Committed to PEOPLE'S RIGHT TO KNOW
Vol. 4 Num 233 Tue. January 20, 2004  
   
Business


New urgency to relaunch WTO talks looms
Trade ministers meet at Davos Friday


More than 20 trade or economics ministers are due to meet on the fringe of a forum in Switzerland this week as evidence mounts that the new year has brought with it a new urgency to relaunch global trade talks.

The meeting on Friday comes after a high-level gathering in Bangladesh at the weekend, where trade ministers and experts from 37 countries called for the "urgent" resumption of the stalled World Trade Organisation (WTO) negotiations.

Attending the two-day conference in Dhaka, the European Union's chief WTO negotiator Pascal Lamy said the round should restart after March or April.

And, despite concerns that a US presidential election in November will overshadow the process, US Trade Representative Robert Zoellick -- who is planning a global tour in February -- signalled Washington's commitment to the crucial talks in a letter to the WTO's 146 member states earlier this month.

Efforts to reduce world trade barriers, launched in November 2001 in the Qatari capital Doha, have ground to a near-halt since the collapse of the last WTO ministerial meeting in Cancun, Mexico last September.

The Cancun session failed after bickering over cross-border investment and competition added to a more fundamental dispute over farm subsidies in richer countries and the high tariffs on agricultural exports from poorer nations.

Participants at this week's meeting on the sidelines of the annual World Economic Forum in the Swiss ski resort Davos, would discuss the Doha round, which is due to be concluded by January 1, 2005, said Manuel Sager, a spokesman for Switzerland's economics ministry, which organised the event.

"The general idea is to analyse the situation, why it has been gridlocked and how the process can be moved forward in the coming months, hopefully leading to a (ministerial) meeting in Hong Kong later this year," he told AFP.

Sager was tight-lipped about the guest list but Canada's ambassador to the WTO Sergio Marchi -- who will be there with his country's new trade minister -- said although Lamy and Zoellick were not expected, ministers from countries such as Norway, Australia and Malaysia were scheduled to attend.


Filter the entries below down to the lines that hold "this".

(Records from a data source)

:::::

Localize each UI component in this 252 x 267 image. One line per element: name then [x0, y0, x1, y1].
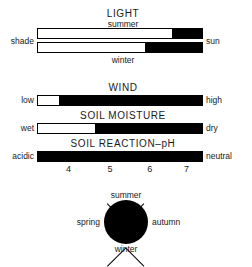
season-label-spring: spring [77, 217, 100, 227]
soil-moisture-bar [37, 123, 203, 134]
ph-axis: 4 5 6 7 [37, 164, 203, 178]
light-summer-bar [37, 28, 203, 39]
wind-section-title: WIND [108, 82, 137, 93]
season-label-winter: winter [115, 244, 138, 254]
ph-tick-4: 4 [66, 164, 71, 174]
soil-reaction-bar [37, 151, 203, 162]
season-wheel: summer spring autumn winter [96, 192, 156, 252]
wind-bar [37, 95, 203, 106]
soil-reaction-left-label: acidic [12, 151, 34, 161]
light-winter-bar-fill [145, 43, 202, 52]
ph-tick-5: 5 [108, 164, 113, 174]
light-right-label: sun [206, 36, 220, 46]
soil-reaction-section-title: SOIL REACTION–pH [71, 138, 176, 149]
light-winter-caption: winter [112, 55, 135, 65]
soil-reaction-right-label: neutral [206, 151, 232, 161]
soil-moisture-right-label: dry [206, 123, 218, 133]
soil-moisture-left-label: wet [21, 123, 34, 133]
ph-tick-6: 6 [147, 164, 152, 174]
wind-left-label: low [21, 95, 34, 105]
season-label-summer: summer [111, 190, 142, 200]
season-disc [104, 200, 148, 244]
season-label-autumn: autumn [152, 217, 180, 227]
light-summer-bar-fill [172, 29, 202, 38]
soil-moisture-section-title: SOIL MOISTURE [80, 110, 166, 121]
ph-tick-7: 7 [184, 164, 189, 174]
soil-reaction-bar-fill [38, 152, 202, 161]
light-winter-bar [37, 42, 203, 53]
light-left-label: shade [11, 36, 34, 46]
wind-right-label: high [206, 95, 222, 105]
wind-bar-fill [59, 96, 202, 105]
soil-moisture-bar-fill [95, 124, 202, 133]
light-section-title: LIGHT [107, 8, 139, 19]
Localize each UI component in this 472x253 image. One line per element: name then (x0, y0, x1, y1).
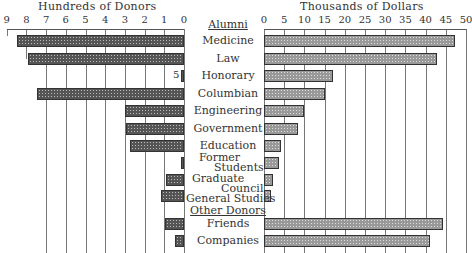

:::::

**EXERCISE RESULT**
Localize each UI component in this 252 x 267 image. One line per element: name then [x0, y0, x1, y1].
Localize each UI component in this 472x253 image. One line per element: name then (x0, y0, x1, y1).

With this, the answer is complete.